Too bad it hadn't helped her decide whether to go or not.
To the observer, like her mother, for example, it seemed pretty obvious. Fatimah was her friend, it was only right that Allison be at her wedding. And a trip to Sydney wasn't to be sneezed at either. Add in the fact her other friends from the city would undoubtedly be there... why, there was no decision at all, really. Which was why Allison's mother couldn't understand why her daughter got evasive every time the matter was raised, although she thought it might have something to do with Allison's oft-voiced opposition to the marriage: being the same age, Allison thought Fatimah was too young for such a permanent step. However, Kate Ferguson was unaware of certain Issues between her daughter and one of those friends from the city, which threw a completely different light on things.
'Probably just as well,' Allison reflected, running her brush through the blond tangles; the invitation was looking at her in a more accusing way than it had done even yesterday. Time was running out, and she knew it. Just as well her mother didn't know what had happened between herself and Raphe... _Fish_. Must think of him as Fish, old buddy, old pal. Good old _safe_ Fish, not Raphe, not the name she'd gasped out as he'd trailed kisses down her neck and along her collarbone... No, it was really _not_ a good idea to think of anything involving that night - not the B&S ball, not the drinking and the walk afterward, and _certainly_ not anything that happened in the back of the ute. Or the morning after. _Definitely_ not the morning after.

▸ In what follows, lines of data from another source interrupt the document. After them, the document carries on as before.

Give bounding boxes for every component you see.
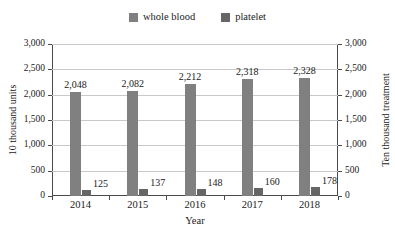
y-axis-left-tick — [48, 44, 52, 45]
chart-container: whole blood platelet 10 thousand units T… — [0, 0, 395, 246]
y-axis-left-tick-label: 500 — [31, 166, 45, 176]
bar-value-label-whole-blood: 2,048 — [64, 80, 87, 90]
bar-group: 2,048125 — [70, 44, 91, 196]
plot-area: 3,0003,0002,5002,5002,0002,0001,5001,500… — [52, 44, 338, 196]
legend-label-whole-blood: whole blood — [143, 12, 195, 23]
bar-whole-blood[interactable]: 2,318 — [242, 79, 253, 196]
bar-value-label-platelet: 148 — [208, 178, 223, 188]
bar-platelet[interactable]: 137 — [139, 189, 148, 196]
y-axis-left-tick-label: 1,500 — [24, 115, 45, 125]
y-axis-left-tick-label: 3,000 — [24, 39, 45, 49]
chart-legend: whole blood platelet — [0, 12, 395, 23]
bar-platelet[interactable]: 160 — [254, 188, 263, 196]
x-axis-category-label: 2016 — [166, 200, 223, 211]
y-axis-right-tick — [338, 120, 342, 121]
y-axis-left-title: 10 thousand units — [6, 44, 20, 196]
y-axis-right-tick — [338, 69, 342, 70]
y-axis-right-tick-label: 3,000 — [345, 39, 366, 49]
legend-item-platelet: platelet — [221, 12, 266, 23]
y-axis-left-tick — [48, 120, 52, 121]
bar-value-label-platelet: 125 — [93, 179, 108, 189]
y-axis-right-tick — [338, 95, 342, 96]
bar-value-label-platelet: 178 — [322, 176, 337, 186]
y-axis-right-tick — [338, 145, 342, 146]
y-axis-left-tick-label: 2,000 — [24, 90, 45, 100]
y-axis-left-tick — [48, 145, 52, 146]
bar-value-label-whole-blood: 2,328 — [293, 66, 316, 76]
bar-whole-blood[interactable]: 2,048 — [70, 92, 81, 196]
y-axis-right-title: Ten thousand treatment — [379, 44, 393, 196]
y-axis-right-tick-label: 1,000 — [345, 140, 366, 150]
y-axis-left-tick — [48, 95, 52, 96]
bar-value-label-whole-blood: 2,212 — [179, 72, 202, 82]
y-axis-left-tick-label: 2,500 — [24, 64, 45, 74]
y-axis-left-tick-label: 0 — [40, 191, 45, 201]
x-axis-tick — [338, 196, 339, 200]
x-axis-category-label: 2015 — [109, 200, 166, 211]
y-axis-left-title-text: 10 thousand units — [8, 85, 18, 156]
bar-value-label-platelet: 137 — [150, 178, 165, 188]
y-axis-left-tick — [48, 69, 52, 70]
legend-swatch-platelet — [221, 13, 230, 22]
y-axis-right-tick — [338, 171, 342, 172]
x-axis-category-label: 2017 — [224, 200, 281, 211]
x-axis-category-label: 2014 — [52, 200, 109, 211]
bar-platelet[interactable]: 125 — [82, 190, 91, 196]
bar-group: 2,318160 — [242, 44, 263, 196]
y-axis-right-title-text: Ten thousand treatment — [381, 73, 391, 167]
x-axis-title: Year — [52, 216, 338, 227]
bar-group: 2,082137 — [127, 44, 148, 196]
y-axis-right-tick — [338, 44, 342, 45]
bar-whole-blood[interactable]: 2,328 — [299, 78, 310, 196]
legend-item-whole-blood: whole blood — [129, 12, 195, 23]
bar-platelet[interactable]: 178 — [311, 187, 320, 196]
bar-platelet[interactable]: 148 — [197, 189, 206, 196]
bar-whole-blood[interactable]: 2,212 — [185, 84, 196, 196]
y-axis-left-tick-label: 1,000 — [24, 140, 45, 150]
y-axis-right-tick-label: 0 — [345, 191, 350, 201]
y-axis-right-tick-label: 500 — [345, 166, 359, 176]
bar-group: 2,328178 — [299, 44, 320, 196]
bar-whole-blood[interactable]: 2,082 — [127, 91, 138, 196]
y-axis-left-tick — [48, 171, 52, 172]
x-axis-category-label: 2018 — [281, 200, 338, 211]
bar-value-label-whole-blood: 2,318 — [236, 67, 259, 77]
bar-value-label-platelet: 160 — [265, 177, 280, 187]
y-axis-right-tick-label: 1,500 — [345, 115, 366, 125]
legend-label-platelet: platelet — [235, 12, 266, 23]
bar-value-label-whole-blood: 2,082 — [122, 79, 145, 89]
y-axis-right-tick-label: 2,000 — [345, 90, 366, 100]
legend-swatch-whole-blood — [129, 13, 138, 22]
y-axis-right-tick-label: 2,500 — [345, 64, 366, 74]
bar-group: 2,212148 — [185, 44, 206, 196]
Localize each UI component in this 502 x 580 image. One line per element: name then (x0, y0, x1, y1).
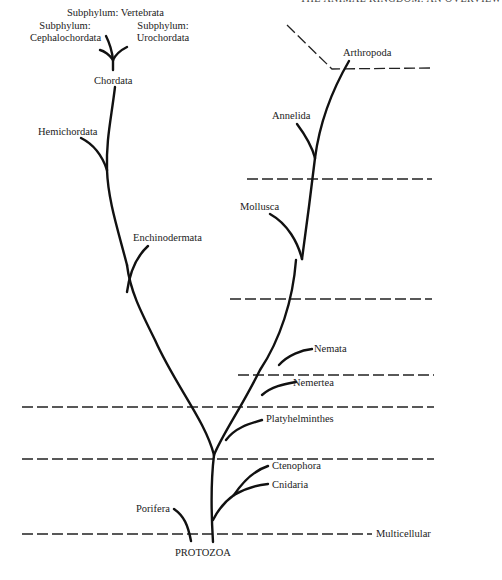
label-arthropoda: Arthropoda (343, 47, 391, 59)
running-head: THE ANIMAL KINGDOM: AN OVERVIEW (300, 0, 502, 4)
label-annelida: Annelida (272, 110, 311, 122)
branch-urochordata (113, 47, 127, 60)
stem-arthropoda-annelida (302, 158, 315, 259)
label-enchinodermata: Enchinodermata (133, 232, 202, 244)
label-urochordata-line1: Subphylum: (130, 20, 196, 32)
label-vertebrata: Subphylum: Vertebrata (67, 7, 164, 19)
branch-hemichordata (81, 138, 107, 170)
label-hemichordata: Hemichordata (38, 126, 97, 138)
branch-radiata (213, 495, 234, 520)
label-cephalochordata: Subphylum: Cephalochordata (30, 20, 100, 44)
label-chordata: Chordata (94, 75, 133, 87)
label-platyhelminthes: Platyhelminthes (266, 413, 334, 425)
branch-mollusca (270, 214, 302, 259)
label-protozoa: PROTOZOA (175, 547, 231, 559)
label-multicellular: Multicellular (376, 528, 431, 540)
branch-deuterostome-stem (127, 265, 214, 455)
label-cephalochordata-line2: Cephalochordata (30, 32, 100, 44)
label-cephalochordata-line1: Subphylum: (30, 20, 100, 32)
branch-protostome-stem (214, 260, 296, 455)
label-mollusca: Mollusca (240, 201, 279, 213)
stem-arthropoda (315, 61, 349, 158)
label-nemata: Nemata (314, 343, 347, 355)
trunk (212, 455, 214, 542)
label-urochordata-line2: Urochordata (130, 32, 196, 44)
label-urochordata: Subphylum: Urochordata (130, 20, 196, 44)
label-porifera: Porifera (136, 503, 170, 515)
branch-porifera (174, 509, 191, 541)
stem-chordata-hemichordata (107, 170, 127, 265)
branch-nemertea (262, 382, 296, 395)
branch-ctenophora (234, 466, 268, 495)
label-ctenophora: Ctenophora (272, 460, 321, 472)
branch-nemata (279, 349, 312, 365)
branch-annelida (297, 124, 315, 158)
label-cnidaria: Cnidaria (272, 479, 308, 491)
label-nemertea: Nemertea (293, 377, 334, 389)
stem-chordata (107, 87, 115, 170)
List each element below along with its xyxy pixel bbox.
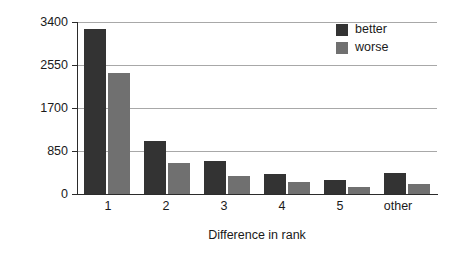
- legend: better worse: [336, 22, 388, 55]
- x-tick-label-3: 3: [194, 199, 254, 213]
- y-tick-label: 3400: [2, 16, 68, 28]
- y-axis-line: [77, 22, 78, 195]
- legend-item-better: better: [336, 22, 388, 37]
- legend-item-worse: worse: [336, 40, 388, 55]
- y-tick-label: 1700: [2, 102, 68, 114]
- bar-worse-2: [168, 163, 190, 194]
- bar-worse-other: [408, 184, 430, 194]
- bar-better-1: [84, 29, 106, 194]
- bar-worse-5: [348, 187, 370, 194]
- bar-better-other: [384, 173, 406, 194]
- gridline: [77, 65, 437, 66]
- legend-label-worse: worse: [355, 41, 388, 54]
- legend-label-better: better: [355, 23, 387, 36]
- x-axis-title: Difference in rank: [77, 228, 437, 242]
- y-tick-label: 0: [2, 188, 68, 200]
- legend-swatch-worse-icon: [336, 42, 348, 54]
- x-tick-label-1: 1: [78, 199, 138, 213]
- bar-better-3: [204, 161, 226, 194]
- x-tick-label-5: 5: [310, 199, 370, 213]
- x-axis-line: [77, 194, 438, 195]
- bar-better-4: [264, 174, 286, 194]
- bar-worse-3: [228, 176, 250, 194]
- x-tick-label-other: other: [368, 199, 428, 213]
- gridline: [77, 108, 437, 109]
- x-tick-label-2: 2: [136, 199, 196, 213]
- bar-worse-4: [288, 182, 310, 194]
- bar-worse-1: [108, 73, 130, 194]
- x-tick-label-4: 4: [252, 199, 312, 213]
- gridline: [77, 151, 437, 152]
- bar-better-2: [144, 141, 166, 194]
- y-tick-label: 850: [2, 145, 68, 157]
- bar-chart-figure: # of queries 3400 2550 1700 850 0 1 2 3 …: [0, 0, 460, 260]
- bar-better-5: [324, 180, 346, 194]
- legend-swatch-better-icon: [336, 24, 348, 36]
- y-tick-label: 2550: [2, 59, 68, 71]
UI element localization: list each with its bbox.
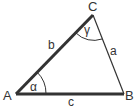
side-label-c: c bbox=[68, 95, 74, 109]
vertex-label-c: C bbox=[88, 0, 97, 14]
side-b bbox=[16, 15, 93, 94]
side-a bbox=[93, 15, 124, 94]
side-label-b: b bbox=[48, 38, 55, 52]
side-label-a: a bbox=[110, 44, 117, 58]
triangle-diagram: A B C a b c α γ bbox=[0, 0, 138, 109]
vertex-label-b: B bbox=[125, 88, 134, 103]
angle-label-gamma: γ bbox=[84, 23, 90, 37]
angle-arc-alpha bbox=[37, 72, 46, 94]
angle-label-alpha: α bbox=[30, 80, 37, 94]
vertex-label-a: A bbox=[3, 88, 12, 103]
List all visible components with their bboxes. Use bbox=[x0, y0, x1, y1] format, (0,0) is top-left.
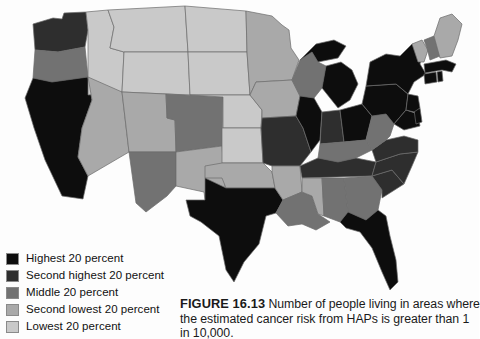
state-OR[interactable] bbox=[33, 47, 88, 82]
legend-item-second-lowest[interactable]: Second lowest 20 percent bbox=[6, 301, 206, 318]
legend-label-highest: Highest 20 percent bbox=[26, 252, 123, 265]
state-AL[interactable] bbox=[322, 178, 348, 222]
state-SD[interactable] bbox=[188, 52, 250, 95]
legend-item-second-highest[interactable]: Second highest 20 percent bbox=[6, 267, 206, 284]
state-NJ[interactable] bbox=[406, 94, 420, 112]
state-FL[interactable] bbox=[340, 210, 398, 290]
legend-swatch-second-highest bbox=[6, 270, 19, 282]
figure-caption: FIGURE 16.13 Number of people living in … bbox=[180, 297, 480, 339]
legend-label-middle: Middle 20 percent bbox=[26, 286, 118, 299]
state-KY[interactable] bbox=[318, 140, 372, 162]
legend-swatch-middle bbox=[6, 287, 19, 299]
legend-item-highest[interactable]: Highest 20 percent bbox=[6, 250, 206, 267]
legend-label-second-lowest: Second lowest 20 percent bbox=[26, 303, 160, 316]
state-KS[interactable] bbox=[222, 128, 263, 163]
state-WY[interactable] bbox=[122, 52, 190, 95]
legend-item-middle[interactable]: Middle 20 percent bbox=[6, 284, 206, 301]
map-legend: Highest 20 percent Second highest 20 per… bbox=[6, 250, 206, 335]
state-RI[interactable] bbox=[437, 71, 443, 82]
legend-label-lowest: Lowest 20 percent bbox=[26, 320, 121, 333]
state-CT[interactable] bbox=[424, 72, 437, 84]
legend-item-lowest[interactable]: Lowest 20 percent bbox=[6, 318, 206, 335]
legend-swatch-highest bbox=[6, 253, 19, 265]
state-WA[interactable] bbox=[33, 12, 88, 52]
figure-number: FIGURE 16.13 bbox=[180, 296, 265, 311]
state-MT[interactable] bbox=[108, 6, 188, 52]
state-ND[interactable] bbox=[185, 6, 247, 52]
state-ME[interactable] bbox=[434, 14, 462, 58]
state-AZ[interactable] bbox=[129, 152, 176, 212]
legend-swatch-second-lowest bbox=[6, 304, 19, 316]
legend-label-second-highest: Second highest 20 percent bbox=[26, 269, 164, 282]
legend-swatch-lowest bbox=[6, 321, 19, 333]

Allison winced. Trying to not think about something invariably summoned it, like trying not to think about the elephant, and Fatimah's wedding invitation served to jog her memory every time she looked at it. Because Fish would be there, and the last time she'd seen him, he'd looked at her as if she had just pulled his heart out of his chest and stomped it into the dust. Which was, in a way, pretty much what she _had_ done. And she wasn't so sure she could stand to see that look again. Or worse: what if he hated her now? What if she looked into those blue-green eyes and saw nothing but contempt? They hadn't spoken, hadn't communicated at all for almost three months, and she had no idea what was going on with him, apart from oblique references made by Karen and James in unanswered emails. He was her best friend and she'd treated him like shit. If he hated her now, she deserved it.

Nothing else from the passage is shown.